8. Koreans (and other diversity observations). Dan commented on it in every city we were in: He estimates 50% or more of all of the Asian travelers we saw were Korean. China has like 1.4 billion people. Japan, 127 million. South Korea, 50 million. Why is there such a disproportionate number of Korean visitors in Italy compared to other Asian cultures? His hypothesis is they learn English in school so are more comfortable traveling individually or as families, where Chinese may tend to travel in clans because of the language barrier. That said, every city we were in, but especially Milan and Rome, were very diverse. Not only did we hear perhaps the most number of languages spoken on the streets ever, things were  also likely to be written in 4-6 languages, especially at airports and train stations. When we got to the Rome Airport – Leonardo da Vinci – we saw the Arrival/Departure board flash in Italian, English, German, French, Russian and Mandarin.

 

Rome
Rome was definitely our favorite city of the four, and if you’re Dan perhaps your most favorite city of any visited yet. (I’m still undecided but it’s definitely a contender.) We’re so glad we did it last, although we went back and forth on where it was in the lineup. It underscored what we already knew: we’re city boys. And we like history, and culture, and art, and a variety of quaint little neighborhoods that each have their own personality, and there’s a ton of all of that in Rome; perhaps more than any other place we’ve been. Makes sense, don’t it? It is the birthplace of western civilization. We will definitely be back, especially because 2.5 days is just not enough.

 

Here are a couple of things we found peculiar to Rome, and they both very much go together:

 

1. Pickpockets.

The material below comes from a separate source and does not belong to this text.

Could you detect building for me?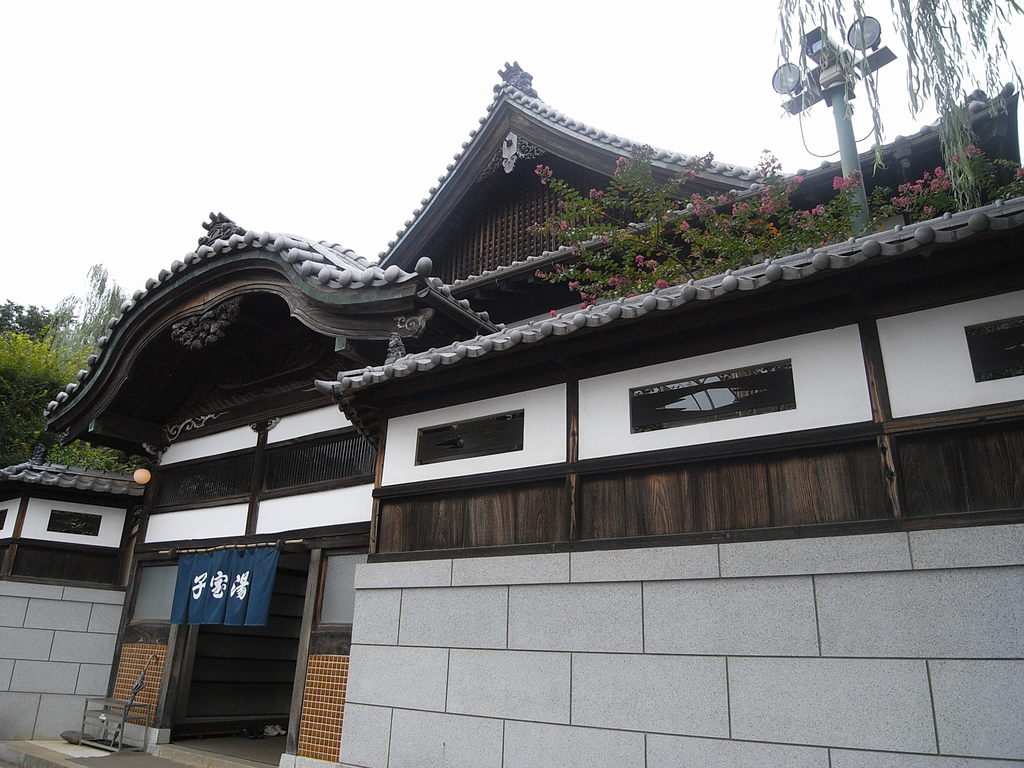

These guys (at least all we saw were men) are aggressive and they pose as staff of wherever you are, attempting to help. We mostly experienced it in the Rome train station, and we were batting them away like flies. “No, that’s OK, we got it.” They offer to help – show you where something is, how to use ticket machines, etc. – and then stay Very Close To You while you’re doing whatever you’re doing. We kept checking our pockets every few steps to make sure we had everything. Dan lost his room key for sure, and wonders if that’s how. It’s so bad, the AMT-like machine where you buy your train tickets have warnings on them, essentially saying: only allow uniformed staff to assist you, everyone else is pickpocket!

 

2. Scalpers and other visitor scams. We noticed it the first day as we were walking up to the Colosseum. This very loud announcement about where to buy tickets, and what the actual ticket prices were, with a “be aware” message of the folks on the street trying to sell you “skip the line” tickets that wouldn’t have that effect, or other scalping scams. There were people hanging out the subway entrance at the train station doing the same thing; we saw it at the Vatican, too. If this has happened in other cities, we didn’t notice it. Here, it seemed to be everywhere.

 

This was the shortest trip we’ve done to Europe. Eight days on the ground worked pretty well; wouldn’t want to do less than that. The next one will be a bit longer, and it’s already booked for the last week of August heading into Labor Day weekend. That will start in Vienna, with a side trip to Bratislava, Slovakia. Then Prague, Dresden (Germany), and finally Berlin. That will sort of complete our initial circle around Europe. We discussed several ideas about the one after that, but lots can happen between now and then so I won’t attempt to comment on it now.
We’ll be back in August and hope to see you then.